Soft (hypervisor) switching links
Martin Casado and his team have published a great series of blog articles describing hypervisor switching (for the VMware-focused details, check out my VMware Networking Deep Dive). It starts with an overview of Open vSwitch (the open source alternative for VMware’s vSwitch, commonly used in Xen/KVM environments), describes the basics of hypervisor-based switching and addresses some of the performance myths. There’s also an interesting response from Intel setting straight the SR-IOV facts.
After reading all those articles, you should start wondering:
- Why the heck would I need Cisco’s VN-Link (remember: it’s not the same as VN-Tag)?
- What is EVB bringing to the table? (hint: you might find the answer here)
As a side effect, you might also agree with me that VEPA is truly totally broken.
Designing a virtualization-aware network in practice requires lots of design work, study of failover scenarios and high/low level design effort. While EVB solutions do the job very effectively (Nexus 1000v being a great example of that), VM-Fex eliminates that extra layer of design, troubleshooting, configuration and management. This is huge in real life production environments when you have to deal with complex virtual-machine environments (with SAN and NAS storage networking, several management domains, different security requirements and traffic separation policies).
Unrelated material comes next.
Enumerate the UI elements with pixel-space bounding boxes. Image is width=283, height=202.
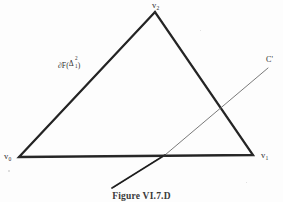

Virtual networking directly at the hardware layer paints a very simplified picture, with predictable behaviour and easy troubleshooting. I like that picture, and depending on the scenario I may prefer it to an embedded EVB or soft-switch.
In the old, non virtual days, all I configured for a server was the VLAN is was on and do QoS marking.
Now with vSwitch:
* The server team is doing the VLAN mapping. Much less work for me.
* The physical SW is doing the QoS marking.
* vSwitch handles the load-balancing between ESX uplinks.
* No spanning-tree issues
* Life is good.
I don't care about "giving" the server team the ability to map servers to VLANs, its stupid work. WHy should I do that.